I'm writing all this to get my thoughts clear before starting work on building a new framework. I've wanted to do an open source project for a while but I've struggled to find something that I really wanted to do that also fit with what I was doing at work. If I go ahead with this project I hope that I will gain expert level experience with the libraries I use and be able to build something people find useful and fun to use.

Todo list

Funicular

A very opinionated framework for building a universal react app

My motivation

I haven't found an application framework for building a universal react app that I believe to be fully production ready with solid tooling and documentation. I'd like it to ship with great tooling for speeding up developers working with the framework and also detailed and usable documentation on how to use the framework.

Having written 2 large js apps with knockout and tried various other frameworks like Angular, Ember with varying back ends. I believe there's a space for universal rendering to emerge because of two reasons. With the traditional approach you have to write all your templates twice, once in server templates like erb or razor and once in client templates like knockout or jquery. This adds serious overhead. The other approach is writing a full on single page application but you sacrifice SEO and initial rendering performance. People want the best of both worlds of writing one set of templates, getting good SEO performance, and also a simple way to build applications quickly.

The plan

Command line interface

This is what most users will interact with. It will be a fully featured cli for all the functions required by developers using the framework. Using the cli will enforce a strict set of conventions that should hopefully remove most of the normal choices a developer faces when tackling a big new application.

The goal of the cli is to automate all the things with liberal use of templates and helpful error messages. I'll also look at support functions like debugging, logging and how best to support developers so that if they get stuck there's a good pattern for getting unstuck.

Framework

A high level library that puts together a production ready universal react application. I'll probably start with HapiJs as the underlying web server and build in react, routing and static asset packaging. The goal here is to provide a very robust production ready framework for building your application with. In addition it should be easy to write plugins to extend the behaviour of the web server so if you wish to add functionality like logging, monitoring, request timing it should be super easy to write your own plugin and use it following the conventions outlined by the framework. Finally it needs to be simple to

Documentation

First class documentation is a must and it makes sense with a project like this to build the documentation site with the framework itself and eat some my own dogfood. This will also give ample material for blogging about which should live with the documentation as well. Having a live application should give good real world feedback on performance as well which the learnings can be used to build back into the framework.

Atom package

As a stretch goal I'd like to build out an atom package that supports all the same functionality as the cli that will make the development experience seamless when using an IDE like Atom.

Execution

Running locally

Running locally will probably be under docker in some shape or form.
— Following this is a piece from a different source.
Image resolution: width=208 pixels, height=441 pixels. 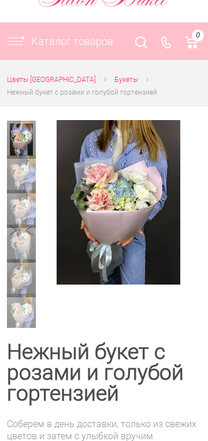 What do you see at coordinates (118, 202) in the screenshot?
I see `img: Нежный букет с розами и голубой гортензией` at bounding box center [118, 202].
I'm thinking that we should push for a docker deployment as standard and make it easy for people to put the application into production with the supplied dockerfiles. It'll be interesting to see how this plays out with hot reloading of the application when developers are making changes.

CI

This needs really good CI and I'll probably look to using circle and their docker containers and do most of the development that way. It should make developing between Mac/Windows a bit less painful I hope. I will also look at drone.io which is also pretty interesting.

Architecture patterns

As must as is possible I'll try to write code in a pure functional way. This really helps push side effects to the edges and adopting the plugin style of the hexagonal architecture should make it easier to swap in and out different components. An example might be the http server say express instead of hapi.

Experimentation

Experimentation is so important in the modern public facing applications that I feel this should be tackled as a first class feature. Facebook have done some nice work on this with a framework called planout. I intend to implement this as a standard shipping feature of the framework.

Testing

I'd like to adopt a very rigorous approach to building this project having full suites of tests available that act as good documentation to the users. Nightwatch and Mountebank seem like nice testing frameworks for browser level testing. Using Enzyme for React components seems sensible as the community seems to have converged on it.
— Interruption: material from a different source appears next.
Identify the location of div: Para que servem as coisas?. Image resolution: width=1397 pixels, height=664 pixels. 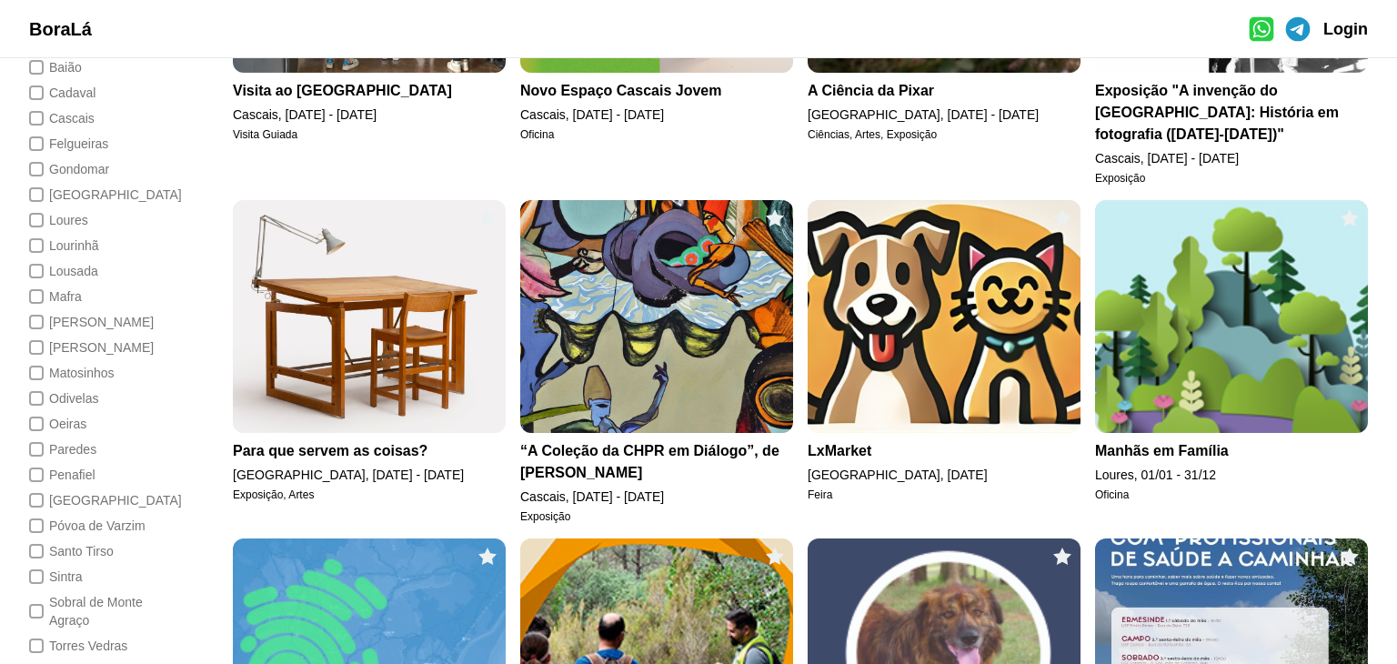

Existing libraries and starter projects

I've drawn a lot of inspiration from what I've found out there already, there's some really great work being done by lots of folk in the open source community. My feeling is that no one is approaching this of building a framework that you could launch a big new app with. There's few development teams out there that could take one of the existing options and handle the complexity of what these offer without a incurring a huge learning curve before being able to deliver at a reasonable cadence.

Libraries
  • Universal redux

  • Good that it works but limited documentation and not easy to follow how it goes together

  • Universal react easy

  • Made by some very prominent js guys

  • Uses browserify instead of webpack

Starters

I'm not a fan of starters as you get something working at a single point in time. When dependent libraries update it's up to the user of the starter to update these dependencies and could be a potential for a big source of change work as well as inconsistences.